GPUs Can Now Analyze a Billion Complex Vectors in Record Time
The complexity of a digital photo cannot be understated.
Each pixel comprises many data points, and there can be millions of pixels in just a single photo. These many data points in relation to each other are referred to as high-dimensional" data and can require immense computing power to analyze, say if you were searching for similar photos in a database. Computer programmers and AI experts refer to this as the curse of high curse of high dimensionality."
In a study published July 1 in IEEE Transactions on Big Data, researchers at Facebook AI Research propose a novel solution that aims to ease the burden of this curse. But rather than the traditional means of a computer's central processing units (CPUs) to analyze high-dimensional media, they've harnessed Graphical Processing Units (GPUs). The advancement allows 4 GPUs to analyze more than 95 million high-dimensional images in just 35 minutes. This speed is 8.5 times faster than previous techniques that used GPUs to analyze high-dimensional data.
The most straightforward technique for searching and indexing [high-dimensional data] is by brute-force comparison, whereby you need to check [each image] against every other image in the database," explains Jeff Johnson, a research engineer at Facebook AI Research who co-developed the new approach using GPUs. This is impractical for collections containing billions of vectors."
CPUs, which have high memory storage and thus can handle large volumes of data, are capable of such a task. However, it takes a substantial amount of time for CPUs to transfer data among the various other supercomputer components, which causes an overall lag in computing time.
In contrast, GPUs offer more raw processing power. Therefore, Johnson and his team developed an algorithm that allows GPUs to both host and analyze a library of vectors. In this way, the data is managed by a small handful of GPUs that do all the work. Notably, GPUs typically have less overall memory storage than CPUs, but Johnson and his colleagues were able to overcome this pitfall using a technique that compresses vector databases and makes them more manageable for the GPUs to analyze.
By keeping computations purely on a GPU, we can take advantage of the much faster memory available on the accelerator, instead of dealing with the slower memories of CPU servers and even slower machine-to-machine network interconnects within a traditional supercomputer cluster," explains Johnson.
The researchers tested their approach against a database with one billion vectors, comprising 384 gigabytes of raw data. Their approach reduced the number of vector combinations that need to be analyzed, which would normally be a quintillion (1018), by at least 4 orders of magnitude.
Both the improvement in speed and the decrease in database size allow for solving problems that would otherwise take hundreds of CPU machines, in effect democratizing large-scale indexing and search techniques using a much smaller amount of hardware," he says.
Their approach has been made freely available through the Facebook AI Similarity Search (Faiss) open source library. Johnson notes that the computing tech giant Nvidia has already begun building extensions using this approach, which were unveiled at the company's 2021 GPU Technology Conference.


Task requirements → Below are the records; copy each line in which "labels" can be found.

Dataset excerpts →
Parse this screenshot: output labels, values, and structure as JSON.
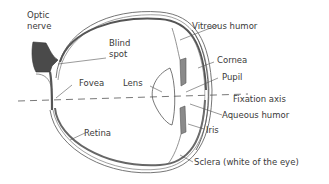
{
  "diagram": {
    "colors": {
      "line": "#555555",
      "fill_dark": "#4a4a4a",
      "fill_gray": "#8a8a8a",
      "background": "#ffffff",
      "text": "#3a3a3a"
    },
    "labels": {
      "optic_nerve_1": "Optic",
      "optic_nerve_2": "nerve",
      "blind_spot_1": "Blind",
      "blind_spot_2": "spot",
      "vitreous_humor": "Vitreous humor",
      "cornea": "Cornea",
      "pupil": "Pupil",
      "fovea": "Fovea",
      "lens": "Lens",
      "fixation_axis": "Fixation axis",
      "aqueous_humor": "Aqueous humor",
      "iris": "Iris",
      "retina": "Retina",
      "sclera": "Sclera (white of the eye)"
    }
  }
}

Task response →
Parse this screenshot: output labels, values, and structure as JSON.
    "labels": {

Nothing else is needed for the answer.